Salesforce centered back-office automation: the Tools, Data and Processes

Why you DON’T want the constraint to be in your sales team

Article Written By: Stephen Tangerman

In talking with many manufacturing owners over the years, it’s amazing to me how some of the owners put so much of their focus into improving the efficiency of their production capabilities, yet you start talking about how many shifts they are running and you find out they aren’t even close to utilizing their existing capacity.

Improving your production processes is great and generally a safe investment of time and energy because most of it is within your control and in general if you can shorten the time it takes to make a product or improve quality and yield, you’re gonna be in a better position.

Meanwhile, you’re putting very little effort into increasing sales, perhaps because it’s foreign to you or you’re having a hard time measuring ROI on that investment.

Sales vs Capacity, it’s a classic chicken and egg situation. An increase in one typically means that you’re likely to need to make an investment in the other to have them even out. However, which one do you go after first? On an ongoing basis, which one do you want to be the bottleneck?

Obviously, when just getting started there’s a base amount of capacity you need to at least have access to before you can confidently make a sale and know you can deliver for the customer. But after that, how should you manage investment in both areas to optimize the overall growth and profitability of your company?

Well, for one reason or another, many companies either become “satisfied” with where they are at from a sales perspective or maybe more accurate, aren’t confident that investments in improving their sales or sales organization’s performance will bring about quantifiable ROI. In these companies, the bottleneck is in the sales team. Production could likely be doing more, but the investment to increase sales is not there and thus growth is slow or non-existent. This status quo mindset is more understandable if you are near or at capacity AND its just not in the cards to invest in new equipment, facilities or labor at the moment.

However, over the long term I think this overall line of thinking is flawed. A company’s sales team is extremely important for many reasons. For one, the sales team is the company’s connection to their customers. They are an early warning sign of what’s going on out in the market. They can bring valuable insight into market conditions that can allow the company to be proactive and get ahead of significant changes in demand or shifting customer preferences.

Advantages of having the bottleneck in Production instead of Sales

  • It’s easier to increase production capacity than to drum up more sales
  • Facilities, equipment, labor and other somewhat fixed costs are more fully utilized, driving margins higher
  • With demand being greater than supply, you can increase price, driving bottom line improvements without any additional investment
  • With consistent sales performance, investments in capacity increases can be made with more confidence

Disadvantages of having the bottleneck in Sales instead of Production

  • Production capacity may not be fully utilized, leading to a host of issues
    • Margins lower as fixed costs are higher per sale
    • To meet basic cash flow needs, you may have to discount product to generate more sales, further compounding lower margins
  • It’s much harder to increase sales than it is production capacity
  • In general, growth is slower and margins lower

In general, it really comes down to the fact that if you look at a manufacturing company as an overall system, you don’t want the bottleneck to be at the beginning, because it has an overall compounding impact on the rest of the system. If sales are high and/or growing, then improvements can be made downstream in production to accommodate the sales via several different means. If sales are low and growth stagnated, there’s no investment in production that’s really going to help things.

The truth is, you need to be investing in both, and these two areas may go back and forth on which one is the bottleneck at the current moment as you seek to find balance between demand and supply. In an ideal world, where sales forecasts were 100% accurate you may try to keep production at just a hair above forecasts to make sure you have no lost opportunities. However, in the real world you should strive to have sales always edge out capacity by at least a little. This situation represents growth, less risk and drives not only revenue but profitability for your organization.

Where is your bottleneck and what are you going to do about it?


> [What is required] Since the pictures are not wanted, retype the listing below exactly and without them.

The records section start

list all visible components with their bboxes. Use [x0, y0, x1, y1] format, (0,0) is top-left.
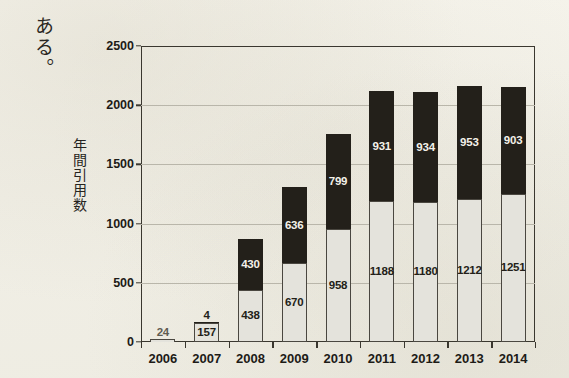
bar-value-label: 934: [416, 142, 435, 154]
bar-value-label: 953: [460, 137, 479, 149]
bar-column: 24: [150, 339, 175, 342]
x-tick-mark: [185, 342, 186, 348]
bar-segment-upper: 934: [413, 92, 438, 203]
bar-chart: 05001000150020002500 2441574304386366707…: [141, 46, 535, 342]
bar-segment-lower: 1251: [501, 194, 526, 342]
bar-value-label: 799: [329, 176, 348, 188]
x-tick-label: 2008: [236, 351, 265, 366]
bar-column: 4157: [194, 322, 219, 342]
x-tick-mark: [404, 342, 405, 348]
x-tick-label: 2011: [368, 351, 396, 366]
y-tick-label: 1000: [106, 217, 134, 231]
x-tick-label: 2006: [148, 351, 177, 366]
bar-value-label: 636: [285, 220, 304, 232]
x-tick-mark: [316, 342, 317, 348]
bar-value-label: 958: [329, 280, 348, 292]
x-tick-label: 2012: [411, 351, 440, 366]
bar-value-label: 903: [504, 135, 523, 147]
bar-value-label: 157: [197, 327, 216, 339]
body-text: ある。: [26, 16, 54, 79]
bar-value-label: 1188: [370, 266, 394, 278]
bar-value-label: 430: [241, 259, 260, 271]
bar-segment-upper: 799: [326, 134, 351, 229]
bar-value-label: 931: [372, 141, 391, 153]
bar-segment-lower: 24: [150, 339, 175, 342]
bar-value-label: 1180: [413, 266, 437, 278]
bar-segment-upper: 430: [238, 239, 263, 290]
y-tick-label: 0: [127, 335, 134, 349]
bar-value-label: 438: [241, 310, 260, 322]
x-tick-mark: [141, 342, 142, 348]
bar-value-label: 1212: [457, 265, 482, 277]
y-axis-title: 年間引用数: [66, 138, 88, 213]
bar-column: 636670: [282, 187, 307, 342]
bar-series: 2441574304386366707999589311188934118095…: [141, 46, 535, 342]
bar-segment-lower: 1212: [457, 199, 482, 343]
bar-value-label: 670: [285, 297, 304, 309]
bar-segment-lower: 670: [282, 263, 307, 342]
bar-column: 9341180: [413, 92, 438, 342]
bar-segment-lower: 1180: [413, 202, 438, 342]
x-tick-mark: [491, 342, 492, 348]
bar-segment-upper: 903: [501, 87, 526, 194]
x-tick-label: 2009: [280, 351, 309, 366]
x-tick-label: 2014: [499, 351, 528, 366]
bar-value-label: 1251: [501, 262, 526, 274]
bar-segment-lower: 958: [326, 229, 351, 342]
x-tick-label: 2013: [455, 351, 484, 366]
bar-value-label: 4: [204, 310, 210, 322]
bar-column: 9031251: [501, 87, 526, 342]
y-tick-label: 2000: [106, 98, 134, 112]
y-tick-label: 1500: [106, 157, 134, 171]
bar-column: 9311188: [369, 91, 394, 342]
y-tick-label: 500: [113, 276, 134, 290]
bar-segment-lower: 1188: [369, 201, 394, 342]
bar-segment-upper: 953: [457, 86, 482, 199]
x-tick-label: 2010: [324, 351, 353, 366]
x-tick-mark: [229, 342, 230, 348]
x-tick-mark: [535, 342, 536, 348]
bar-segment-upper: 931: [369, 91, 394, 201]
x-tick-label: 2007: [192, 351, 221, 366]
x-tick-mark: [447, 342, 448, 348]
bar-segment-upper: 636: [282, 187, 307, 262]
bar-value-label: 24: [157, 327, 169, 339]
bar-column: 430438: [238, 239, 263, 342]
bar-segment-lower: 438: [238, 290, 263, 342]
bar-column: 9531212: [457, 86, 482, 342]
x-tick-mark: [272, 342, 273, 348]
bar-column: 799958: [326, 134, 351, 342]
y-tick-label: 2500: [106, 39, 134, 53]
x-tick-mark: [360, 342, 361, 348]
bar-segment-lower: 157: [194, 323, 219, 342]
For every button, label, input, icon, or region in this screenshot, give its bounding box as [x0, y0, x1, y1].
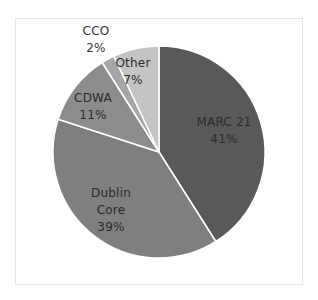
- label-cco: CCO 2%: [83, 23, 110, 57]
- label-marc21: MARC 21 41%: [196, 114, 251, 148]
- label-marc21-name: MARC 21: [196, 114, 251, 131]
- label-marc21-pct: 41%: [196, 131, 251, 148]
- label-dublin-core-pct: 39%: [91, 219, 131, 236]
- label-cco-name: CCO: [83, 23, 110, 40]
- label-dublin-core-name-1: Dublin: [91, 185, 131, 202]
- label-other-pct: 7%: [115, 72, 150, 89]
- label-cdwa-pct: 11%: [74, 107, 112, 124]
- label-dublin-core-name-2: Core: [91, 202, 131, 219]
- label-other-name: Other: [115, 55, 150, 72]
- label-other: Other 7%: [115, 55, 150, 89]
- pie-chart: [0, 0, 318, 300]
- label-cdwa-name: CDWA: [74, 90, 112, 107]
- label-cdwa: CDWA 11%: [74, 90, 112, 124]
- label-dublin-core: Dublin Core 39%: [91, 185, 131, 236]
- label-cco-pct: 2%: [83, 40, 110, 57]
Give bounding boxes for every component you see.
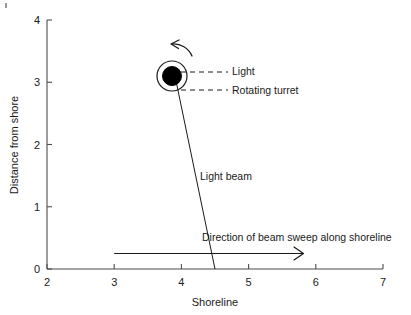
lighthouse-beam-diagram: 2 3 4 5 6 7 0 1 2 3 4 Shoreline Distance… [0, 0, 411, 315]
annotation-rotating-turret: Rotating turret [232, 84, 299, 96]
annotation-sweep-direction: Direction of beam sweep along shoreline [202, 231, 392, 243]
annotation-light: Light [232, 65, 255, 77]
y-tick-label-0: 0 [28, 263, 40, 275]
x-tick-label-2: 2 [44, 276, 50, 288]
x-tick-label-4: 4 [178, 276, 184, 288]
light-dot [163, 67, 182, 86]
y-axis-title: Distance from shore [8, 96, 20, 194]
y-tick-label-3: 3 [28, 76, 40, 88]
y-tick-label-1: 1 [28, 201, 40, 213]
x-tick-label-7: 7 [380, 276, 386, 288]
diagram-canvas [0, 0, 411, 315]
x-axis-title: Shoreline [192, 296, 238, 308]
x-tick-label-3: 3 [111, 276, 117, 288]
x-tick-label-5: 5 [246, 276, 252, 288]
x-tick-label-6: 6 [313, 276, 319, 288]
annotation-light-beam: Light beam [200, 170, 252, 182]
y-tick-label-4: 4 [28, 14, 40, 26]
y-tick-label-2: 2 [28, 139, 40, 151]
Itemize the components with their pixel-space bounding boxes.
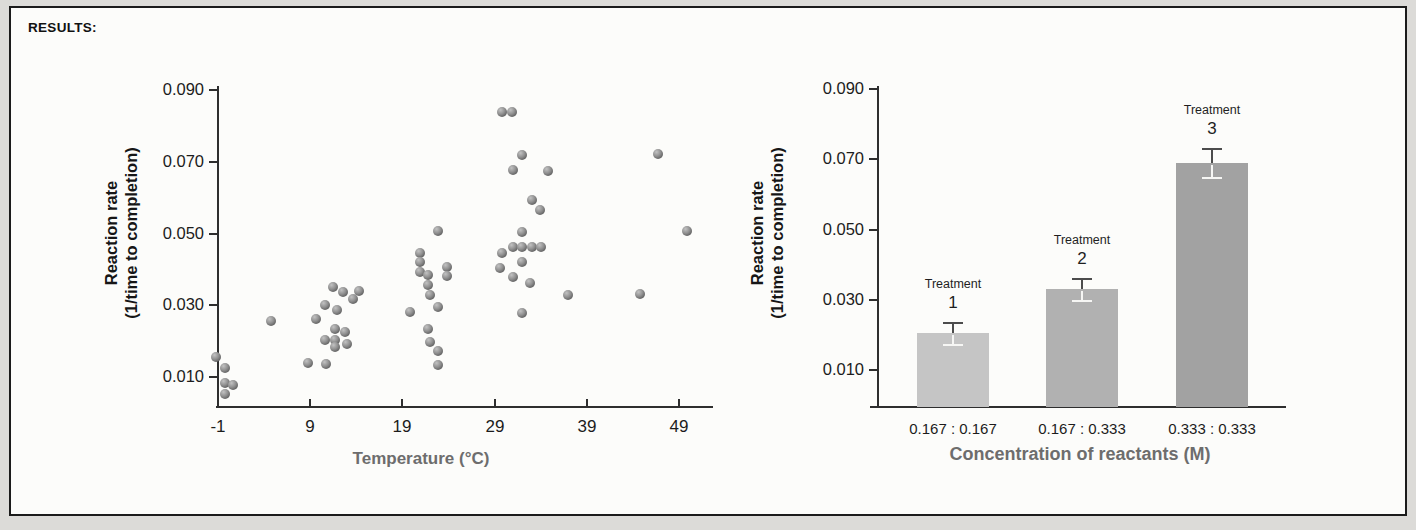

The records section end

> [Solution to this problem]
list all visible components with their bboxes. Use [x0, y0, x1, y1] format, (0,0) is top-left.
bar-value-label: 934: [416, 142, 435, 154]
bar-value-label: 953: [460, 137, 479, 149]
bar-column: 24: [150, 339, 175, 342]
x-tick-mark: [185, 342, 186, 348]
bar-segment-upper: 934: [413, 92, 438, 203]
bar-chart: 05001000150020002500 2441574304386366707…: [141, 46, 535, 342]
bar-segment-lower: 1251: [501, 194, 526, 342]
bar-value-label: 799: [329, 176, 348, 188]
x-tick-label: 2008: [236, 351, 265, 366]
bar-column: 4157: [194, 322, 219, 342]
x-tick-mark: [404, 342, 405, 348]
x-tick-label: 2011: [368, 351, 396, 366]
y-tick-label: 1000: [106, 217, 134, 231]
x-tick-label: 2006: [148, 351, 177, 366]
bar-value-label: 636: [285, 220, 304, 232]
x-tick-mark: [316, 342, 317, 348]
bar-value-label: 958: [329, 280, 348, 292]
x-tick-label: 2012: [411, 351, 440, 366]
bar-value-label: 903: [504, 135, 523, 147]
bar-value-label: 157: [197, 327, 216, 339]
body-text: ある。: [26, 16, 54, 79]
bar-value-label: 1188: [370, 266, 394, 278]
bar-value-label: 430: [241, 259, 260, 271]
bar-segment-upper: 799: [326, 134, 351, 229]
bar-value-label: 931: [372, 141, 391, 153]
bar-segment-lower: 24: [150, 339, 175, 342]
bar-value-label: 1180: [413, 266, 437, 278]
bar-segment-upper: 430: [238, 239, 263, 290]
y-tick-label: 0: [127, 335, 134, 349]
bar-value-label: 438: [241, 310, 260, 322]
x-tick-mark: [141, 342, 142, 348]
bar-value-label: 1212: [457, 265, 482, 277]
y-axis-title: 年間引用数: [66, 138, 88, 213]
bar-column: 636670: [282, 187, 307, 342]
bar-series: 2441574304386366707999589311188934118095…: [141, 46, 535, 342]
bar-segment-lower: 1212: [457, 199, 482, 343]
bar-value-label: 670: [285, 297, 304, 309]
bar-segment-lower: 670: [282, 263, 307, 342]
bar-column: 9341180: [413, 92, 438, 342]
bar-segment-lower: 1180: [413, 202, 438, 342]
x-tick-mark: [491, 342, 492, 348]
bar-segment-upper: 903: [501, 87, 526, 194]
x-tick-label: 2009: [280, 351, 309, 366]
x-tick-label: 2014: [499, 351, 528, 366]
bar-value-label: 1251: [501, 262, 526, 274]
bar-segment-lower: 958: [326, 229, 351, 342]
x-tick-label: 2013: [455, 351, 484, 366]
bar-value-label: 4: [204, 310, 210, 322]
bar-column: 9031251: [501, 87, 526, 342]
y-tick-label: 2000: [106, 98, 134, 112]
y-tick-label: 1500: [106, 157, 134, 171]
bar-column: 9311188: [369, 91, 394, 342]
y-tick-label: 500: [113, 276, 134, 290]
bar-segment-lower: 1188: [369, 201, 394, 342]
bar-segment-upper: 953: [457, 86, 482, 199]
x-tick-label: 2010: [324, 351, 353, 366]
x-tick-mark: [229, 342, 230, 348]
x-tick-mark: [535, 342, 536, 348]
bar-segment-upper: 931: [369, 91, 394, 201]
x-tick-label: 2007: [192, 351, 221, 366]
x-tick-mark: [447, 342, 448, 348]
bar-segment-upper: 636: [282, 187, 307, 262]
bar-value-label: 24: [157, 327, 169, 339]
bar-column: 430438: [238, 239, 263, 342]
bar-segment-lower: 438: [238, 290, 263, 342]
bar-column: 9531212: [457, 86, 482, 342]
x-tick-mark: [272, 342, 273, 348]
bar-column: 799958: [326, 134, 351, 342]
y-tick-label: 2500: [106, 39, 134, 53]
x-tick-mark: [360, 342, 361, 348]
bar-segment-lower: 157: [194, 323, 219, 342]
For every button, label, input, icon, or region in this screenshot, give its bounding box as [x0, y0, x1, y1].
- label-cco: CCO 2%: [83, 23, 110, 57]
- label-marc21: MARC 21 41%: [196, 114, 251, 148]
- label-marc21-name: MARC 21: [196, 114, 251, 131]
- label-marc21-pct: 41%: [196, 131, 251, 148]
- label-dublin-core-pct: 39%: [91, 219, 131, 236]
- label-cco-name: CCO: [83, 23, 110, 40]
- label-dublin-core-name-1: Dublin: [91, 185, 131, 202]
- label-other-pct: 7%: [115, 72, 150, 89]
- label-cdwa-pct: 11%: [74, 107, 112, 124]
- label-dublin-core-name-2: Core: [91, 202, 131, 219]
- label-other-name: Other: [115, 55, 150, 72]
- label-other: Other 7%: [115, 55, 150, 89]
- pie-chart: [0, 0, 318, 300]
- label-cdwa-name: CDWA: [74, 90, 112, 107]
- label-cdwa: CDWA 11%: [74, 90, 112, 124]
- label-dublin-core: Dublin Core 39%: [91, 185, 131, 236]
- label-cco-pct: 2%: [83, 40, 110, 57]
Give bounding boxes for every component you see.
lighthouse-beam-diagram: 2 3 4 5 6 7 0 1 2 3 4 Shoreline Distance… [0, 0, 411, 315]
annotation-rotating-turret: Rotating turret [232, 84, 299, 96]
annotation-sweep-direction: Direction of beam sweep along shoreline [202, 231, 392, 243]
annotation-light: Light [232, 65, 255, 77]
y-tick-label-0: 0 [28, 263, 40, 275]
x-tick-label-2: 2 [44, 276, 50, 288]
x-tick-label-4: 4 [178, 276, 184, 288]
light-dot [163, 67, 182, 86]
y-axis-title: Distance from shore [8, 96, 20, 194]
y-tick-label-3: 3 [28, 76, 40, 88]
y-tick-label-1: 1 [28, 201, 40, 213]
x-tick-label-7: 7 [380, 276, 386, 288]
diagram-canvas [0, 0, 411, 315]
x-axis-title: Shoreline [192, 296, 238, 308]
x-tick-label-3: 3 [111, 276, 117, 288]
x-tick-label-5: 5 [246, 276, 252, 288]
x-tick-label-6: 6 [313, 276, 319, 288]
annotation-light-beam: Light beam [200, 170, 252, 182]
y-tick-label-4: 4 [28, 14, 40, 26]
y-tick-label-2: 2 [28, 139, 40, 151]
Itemize the components with their pixel-space bounding boxes.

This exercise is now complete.